TASK DETAILS
Within the records below, repeat each line exactly but keep every picture out of the copy.

** INPUT DATA follows **

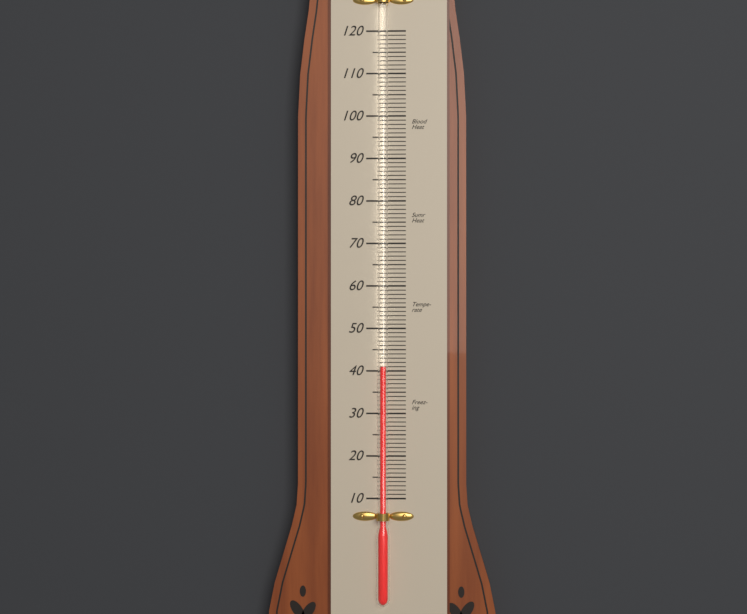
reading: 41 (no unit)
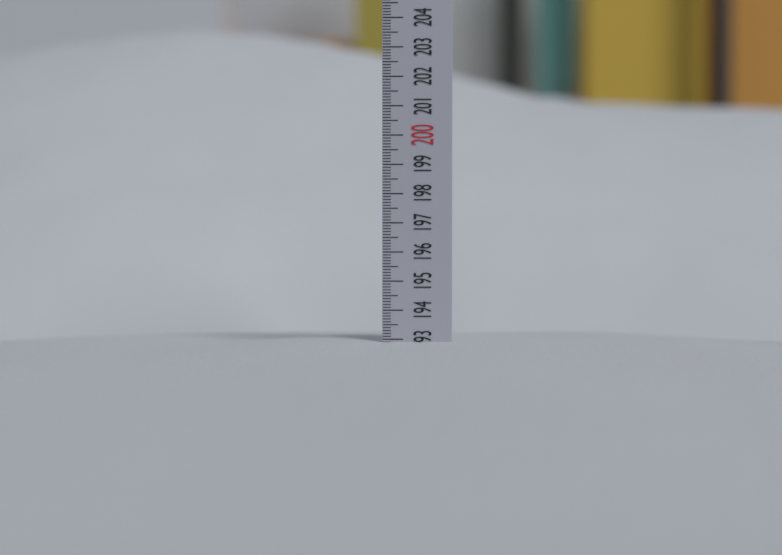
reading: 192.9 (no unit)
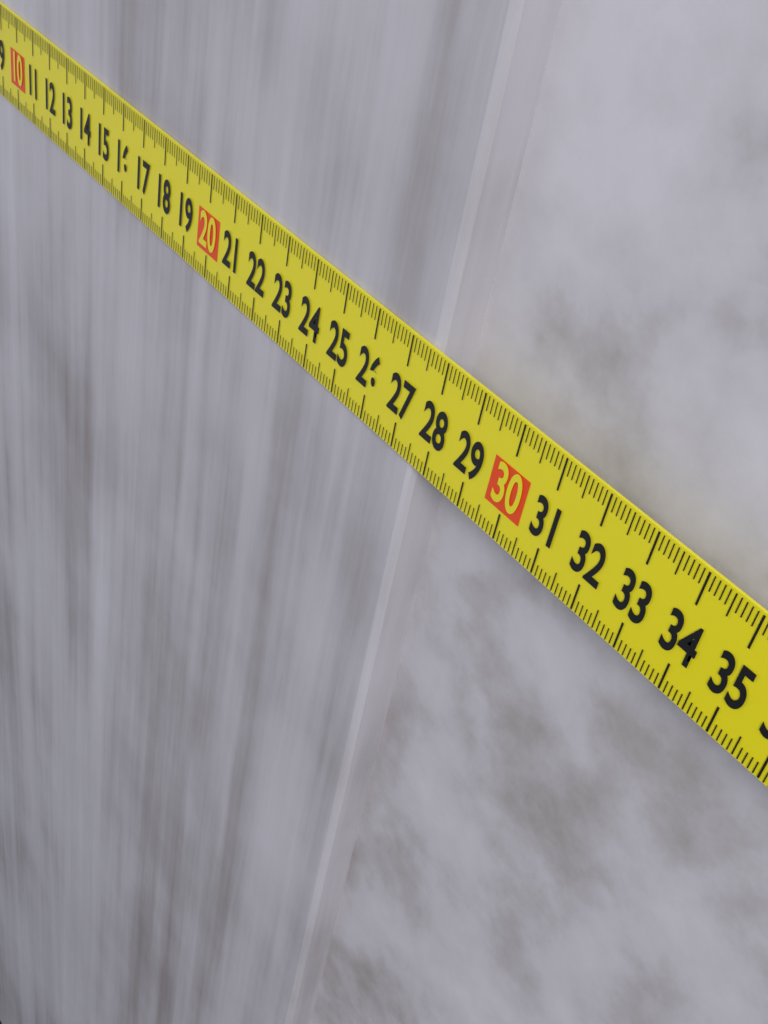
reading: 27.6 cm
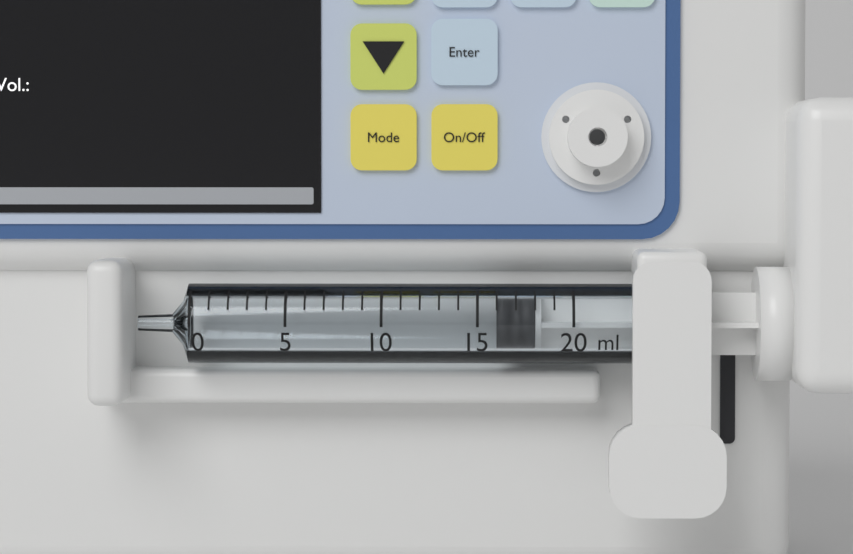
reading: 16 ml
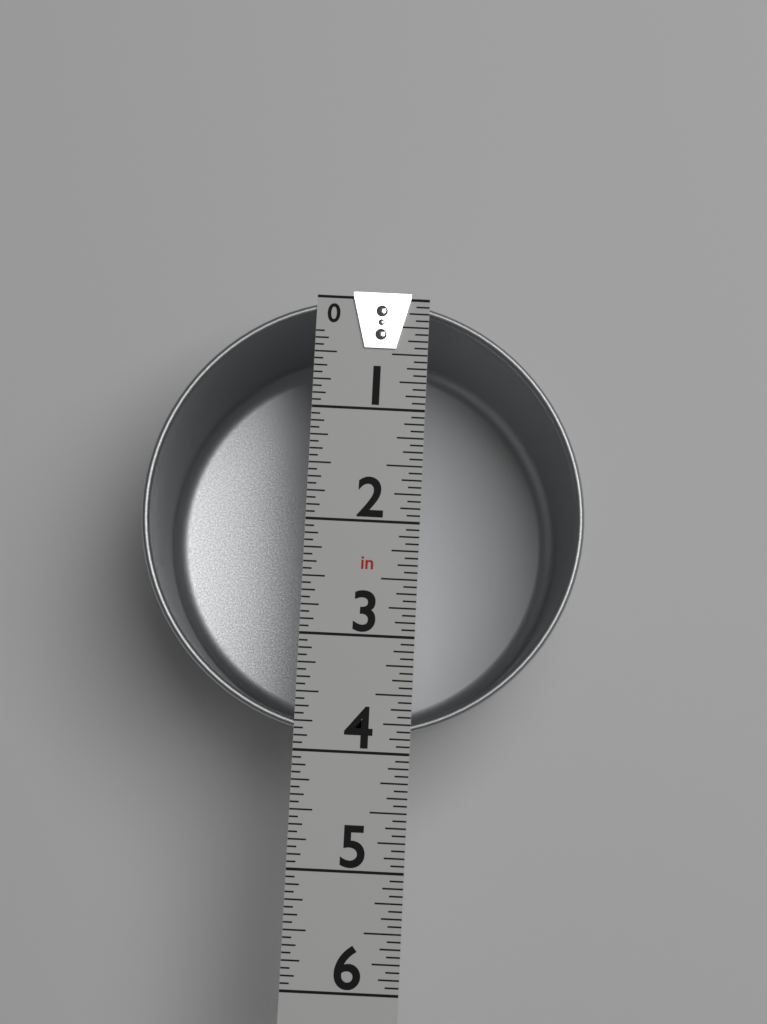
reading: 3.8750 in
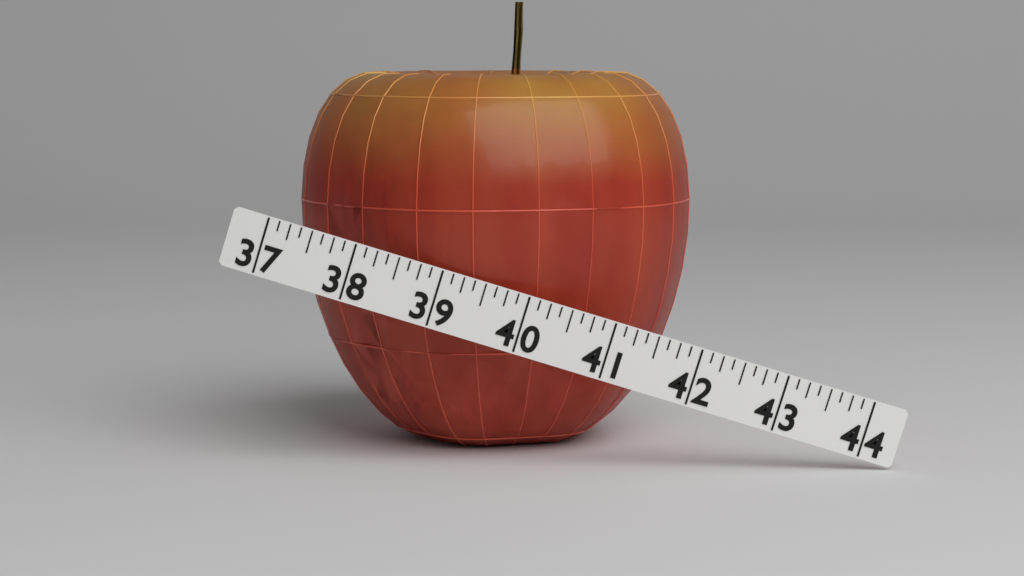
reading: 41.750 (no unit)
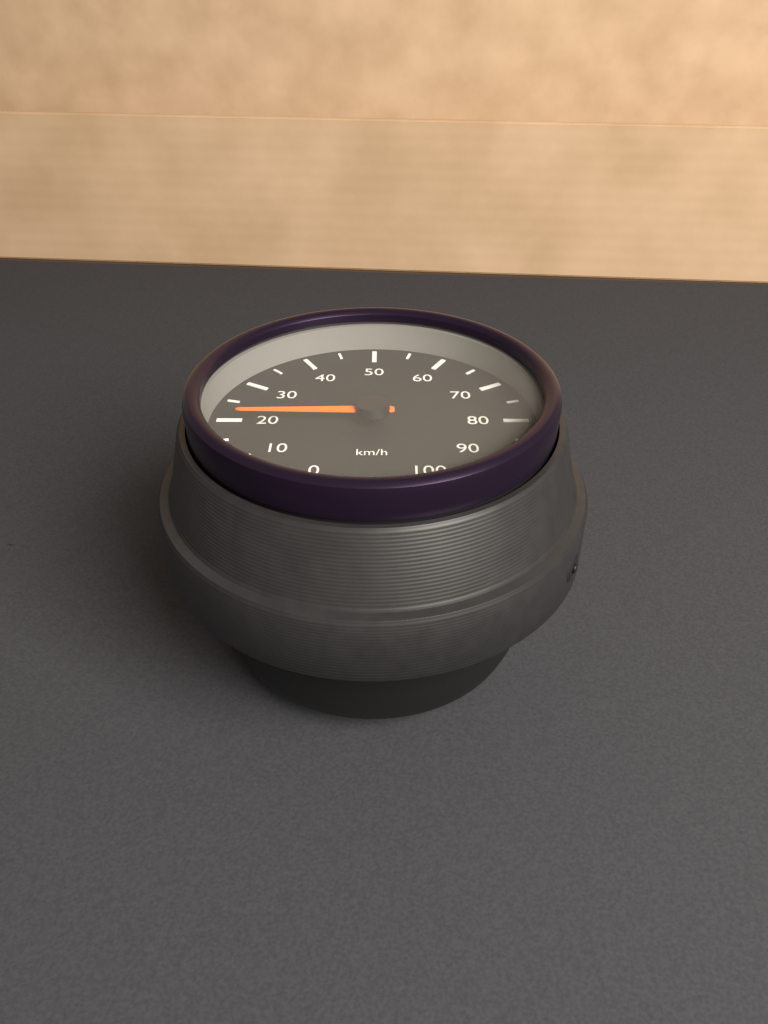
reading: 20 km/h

** End of INPUT DATA **

WRITTEN REPLY
reading: 41 (no unit)
reading: 192.9 (no unit)
reading: 27.6 cm
reading: 16 ml
reading: 3.8750 in
reading: 41.750 (no unit)
reading: 20 km/h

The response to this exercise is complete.